R(g) Beats, Mono-G Stompy, etc.
Cropping these together since it’s simply a matter of Chalice at 1 here. They’re so weak against it I should write a book about it. Make sure you don’t get crushed by their Jittes and you should be well off with your huge guys, equipment and FoWs. and post-SB Misdirections against their pump/burn further helps. You’re the control here, but you should still be able to finish them off quickly. If their plan is more midgame, Binding Grasp should come in. Else, it’s not worth it against Sligh/Stompy. All these MUs are favourable unless they specifically hate you with blasts and sprees and such.
Why I play Faerie Stompy, and why you should too!
Faerie Stompy is a deck that doesn’t really have any horrible MUs. Thanks to the generic nature of the reactive cards in the deck (Force of Will, Chalice of the Void, Pithing Needle), you’ve got cards that are basically good against anything. Better somewhere, worse somewhere, but still in all relevant cases with some use. Also, the fact that FS is a fast, aggressive deck means that it’ll always have a functional gameplan even against decks that do something you aren’t expecting. The fact that all the creatures have evasion is a god-sent against aggro-decks of all kinds and makes all the equipment stronger too. Also, the equipment turns every creature into a threat, keeping even removal-heavy opponents busy. And thanks to the Cloud of Faeries, Trinket Mages, 2-mana lands and Moxes, no other deck in the format is really quite adept at finding and playing early Chalices at relevant casting costs. That’s the secret behind the deck’s awesome combo-MUs. So yea, if you want a deck that’s got an advantage over the most aggro-decks, and combo to boot along with even Loam-control and generic red control, you’ve got your option right here!
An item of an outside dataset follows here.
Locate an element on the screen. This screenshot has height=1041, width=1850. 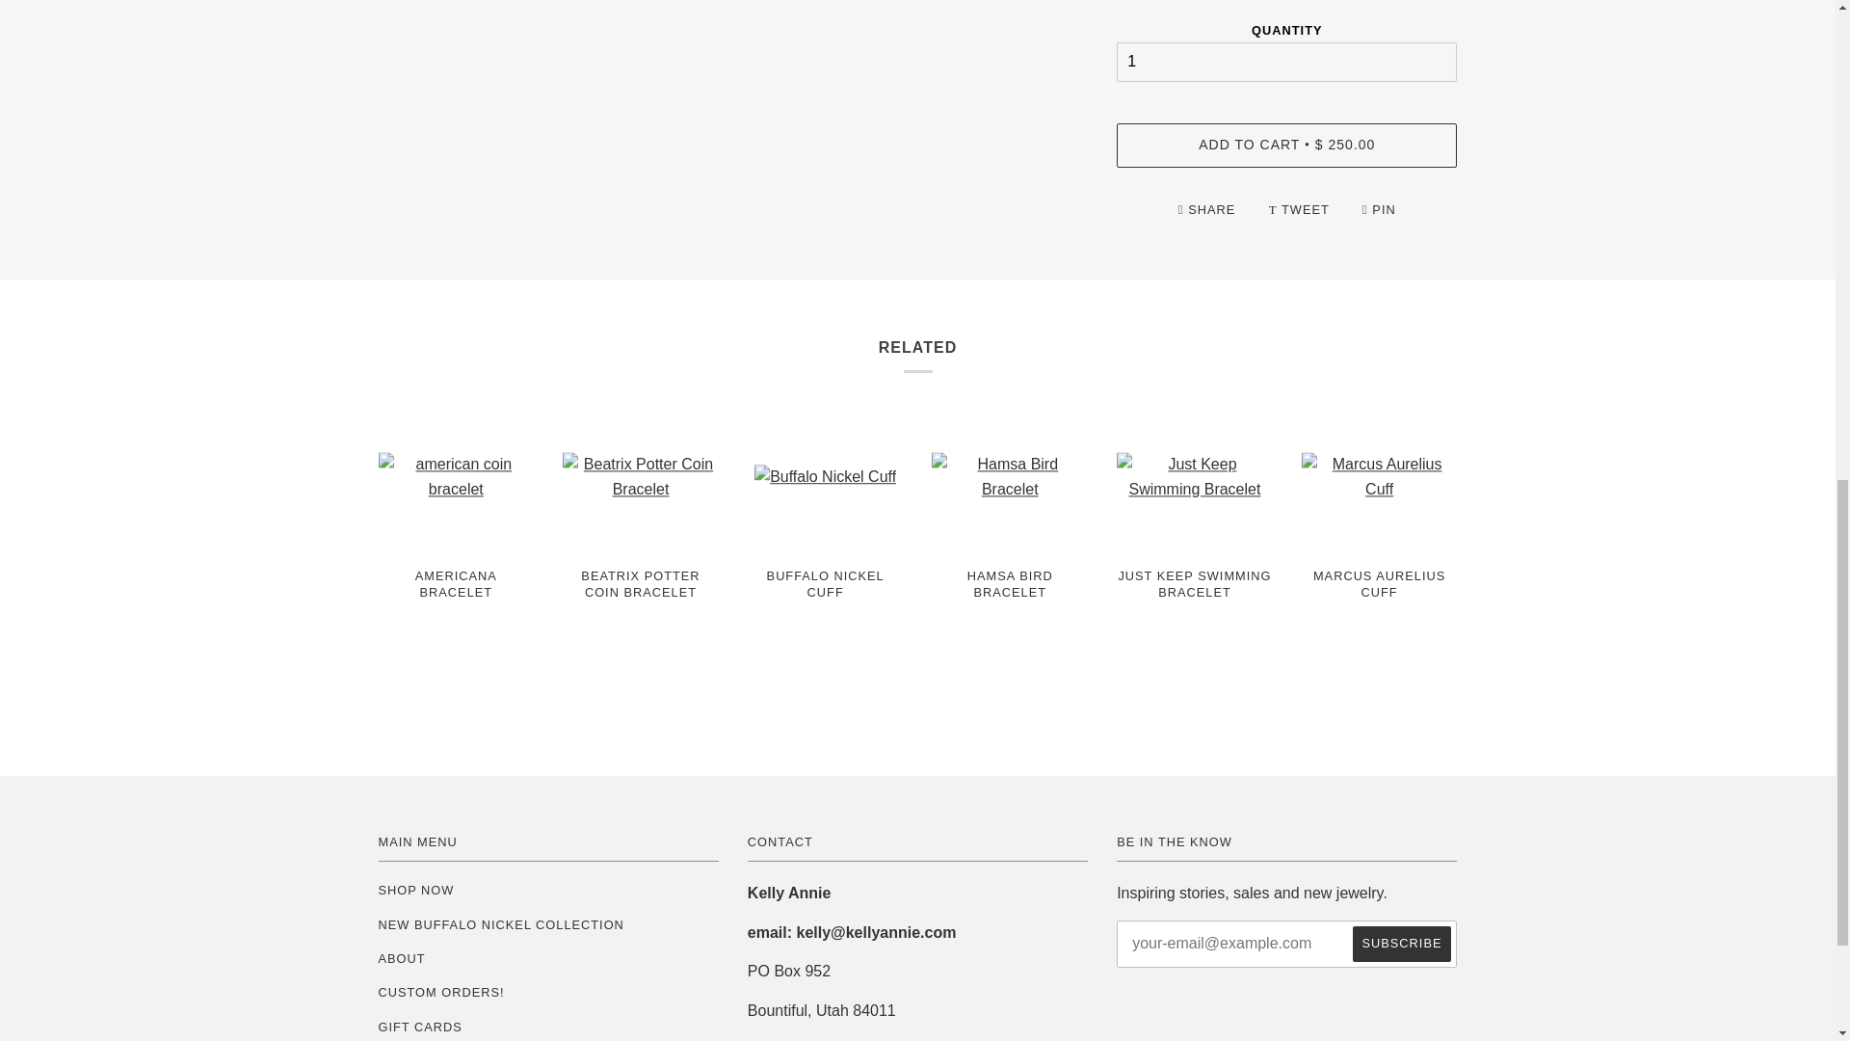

Strikes against our friend here.
The deck really wants to draw one of the Ancient Tombs, Chrome Moxes or City of Traitors in the opening grip. Without those, it can be painfully slow with only FoW slowing the opponent down. That means that you have to be a bit picky about what hands to keep in what MUs. Also, you might lose few games to not drawing enough creatures thanks to the creature count of only 18. Thirst alleviates this somewhat, but I’m always actively seeking means to add more creatures to the deck. Looter il-Kor might be good, but at the present I like the raw card advantage, Thirst provides. Also, the deck burns cards out real fast. Yes, it can make up for the lost cards with SoFI, Thirst and Trinket Mage, but that usually only gets it even. Dedicated removal-decks with fast kills can be big issues. Also, Faerie Stompy is still a creature-deck so the most common hate in the format applies. Finally, it might deal lots of damage to itself with Ancient Tombs and Serendib Efreets, which is always something to look out for if possible.
Top 8s and tournament reports
I’ll list some when I’ve managed to locate the ones on my mind. In the meanwhile, feel free to check this particular thread, there are at least a few of them here, and a search at the SCG Deck Database should reveal a bunch of the well-finishing lists.